There were different boxes (cases) for different typographical fonts and sizes, but still and "upper" and "lower" case for each of those.
Another term is the "pica" which is a measure of one character in the font, thus a pica is 1/6 of an inch or 12 point units of measure (12/72) of measure.
Strickly speaking the measurement is on computers 4.233mm or 0.166in whereas the old point (American) is 1/72.27 of an inch and French is 4.512mm (0.177in.). Thus my statement of "approximate" regarding the measurements.
Further, typewriters as used in offices, had either and "Elite" or a "Pica" size where the size was 10 and 12 characters per inch respectively.
Additionally, the "point", prior to standardization was based on the metal typographers "foot" size, the size of the basic footprint of one character, and varied somewhat in size.

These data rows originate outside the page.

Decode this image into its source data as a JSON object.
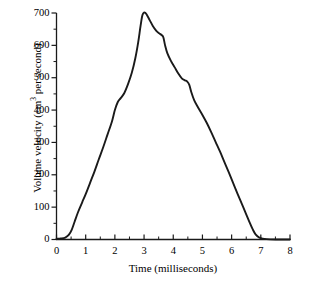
{
  "chart_data": {
    "type": "line",
    "title": "",
    "xlabel": "Time (milliseconds)",
    "ylabel_text": "Volume velocity (cm",
    "ylabel_sup": "3",
    "ylabel_tail": " per second)",
    "ylabel_plain": "Volume velocity (cm3 per second)",
    "xlim": [
      0,
      8
    ],
    "ylim": [
      0,
      700
    ],
    "grid": false,
    "legend": "none",
    "line_color": "#1a1a1a",
    "background_color": "#ffffff",
    "xticks": [
      0,
      1,
      2,
      3,
      4,
      5,
      6,
      7,
      8
    ],
    "xtick_labels": [
      "0",
      "1",
      "2",
      "3",
      "4",
      "5",
      "6",
      "7",
      "8"
    ],
    "x_minor_ticks": [
      0.5,
      1.5,
      2.5,
      3.5,
      4.5,
      5.5,
      6.5,
      7.5
    ],
    "yticks": [
      0,
      100,
      200,
      300,
      400,
      500,
      600,
      700
    ],
    "ytick_labels": [
      "0",
      "100",
      "200",
      "300",
      "400",
      "500",
      "600",
      "700"
    ],
    "y_minor_ticks": [
      50,
      150,
      250,
      350,
      450,
      550,
      650
    ],
    "series": [
      {
        "name": "glottal volume velocity",
        "x": [
          0.0,
          0.15,
          0.3,
          0.42,
          0.52,
          0.62,
          0.74,
          0.88,
          1.0,
          1.15,
          1.3,
          1.45,
          1.6,
          1.75,
          1.9,
          2.0,
          2.1,
          2.2,
          2.32,
          2.45,
          2.58,
          2.7,
          2.8,
          2.88,
          2.95,
          3.05,
          3.18,
          3.3,
          3.42,
          3.52,
          3.6,
          3.66,
          3.72,
          3.8,
          3.92,
          4.05,
          4.18,
          4.3,
          4.4,
          4.48,
          4.55,
          4.62,
          4.72,
          4.85,
          5.0,
          5.15,
          5.3,
          5.45,
          5.6,
          5.75,
          5.9,
          6.05,
          6.2,
          6.35,
          6.5,
          6.62,
          6.72,
          6.82,
          6.95,
          7.2,
          7.6,
          8.0
        ],
        "y": [
          2,
          3,
          6,
          14,
          30,
          55,
          85,
          115,
          140,
          175,
          210,
          248,
          285,
          325,
          365,
          400,
          425,
          437,
          452,
          480,
          515,
          560,
          610,
          660,
          695,
          700,
          680,
          660,
          645,
          637,
          632,
          625,
          600,
          575,
          552,
          532,
          512,
          497,
          492,
          488,
          478,
          455,
          430,
          408,
          385,
          360,
          332,
          302,
          272,
          240,
          208,
          175,
          142,
          110,
          78,
          52,
          32,
          16,
          6,
          1,
          0,
          0
        ],
        "peak_value": 700,
        "peak_time": 2.95,
        "onset_time": 0.35,
        "offset_time": 6.95
      }
    ]
  }
}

Note that a typographical "foot" was originally from a deceased printers actual foot. A typographic foot contains 72 picas or 864 points.
As to CSS use, I prefer to use EM rather than px or pt, thus gaining the advantage of scaling without loss of relative location and size.
EDIT: Just for completeness you can think of EM (em) as an element of measure of one font height, thus 1em for a 12pt font would be the height of that font and 2em would be twice that height. Note that for a 12px font, 2em is 24 pixels. SO 10px is typically 0.63em of a standard font as "most" browsers base on 16px = 1em as a standard font size.
Yes, "px" means "pixel"
Now that I said it, I can already hear an army of clairvoyants approaching, with "px has nothing to do with pixels" on their banners. They're so proud of knowing better that they look up every comment containing the original truth and explain in detail that it's false, incorrect, misleading, etc.
And yes they have a point - a very specific point in time, actually, called iPhone 4.
Here's what happened.
The peaceful days
Before Retina displays, one pixel was one pixel. Because that's how it should be, according to human logic. You put a single pixel line on the screen, you magnify the hell out of it, and there you go: it's exactly ONE PIXEL wide. On many hardwares, modern ones included, this is still the case, so it's everything but "incorrect" to say 1px = 1 pixel.
But.
Back then, one day, iPhone 3 was followed by iPhone 4, doubling the resolution in both X and Y, and the developers of Safari worried that all webpages will look ricidulous, especially because many web developers relied on the steady 320x480 resolution. So just creating a 640x960 pixel area would have killed most of the sites. And at this point, someone had the billion-dollar idea to introduce a magical beast: a CSS feature called -webkit-min-device-pixel-ratio - on iPhone 3 it was 1, and on iPhone 4 it was set to 2 by default. Meaning "1 CSS pixel now means 2 screen pixels". A very ugly hack to keep websites look somewhat intact - it worked at that time, with the very small cost of some images looking a bit blurry, but in the long run it caused this worldwide misunderstanding of poor old px who actually did nothing wrong.
So then: pt or px?
On screens, use px because on many-many displays it will mean ONE PIXEL. The biggest advantage of using pixels is they look crispy; even if 1px means 2 or 3 physical picture elements, whatever you draw will start at the boundary, not somewhere-in-between. This is very important. Watch any browser animation that includes text, especially size transitions: when you increase a div to double size, but slowly. You'll see how your browser recalculates its pixels and redraws the font when the animation is done. There's a temporary image of the area which is a little blurry - to make the animation itself smoother -, and then, after reaching its final state, a more exact image is calculated. See this CodePen.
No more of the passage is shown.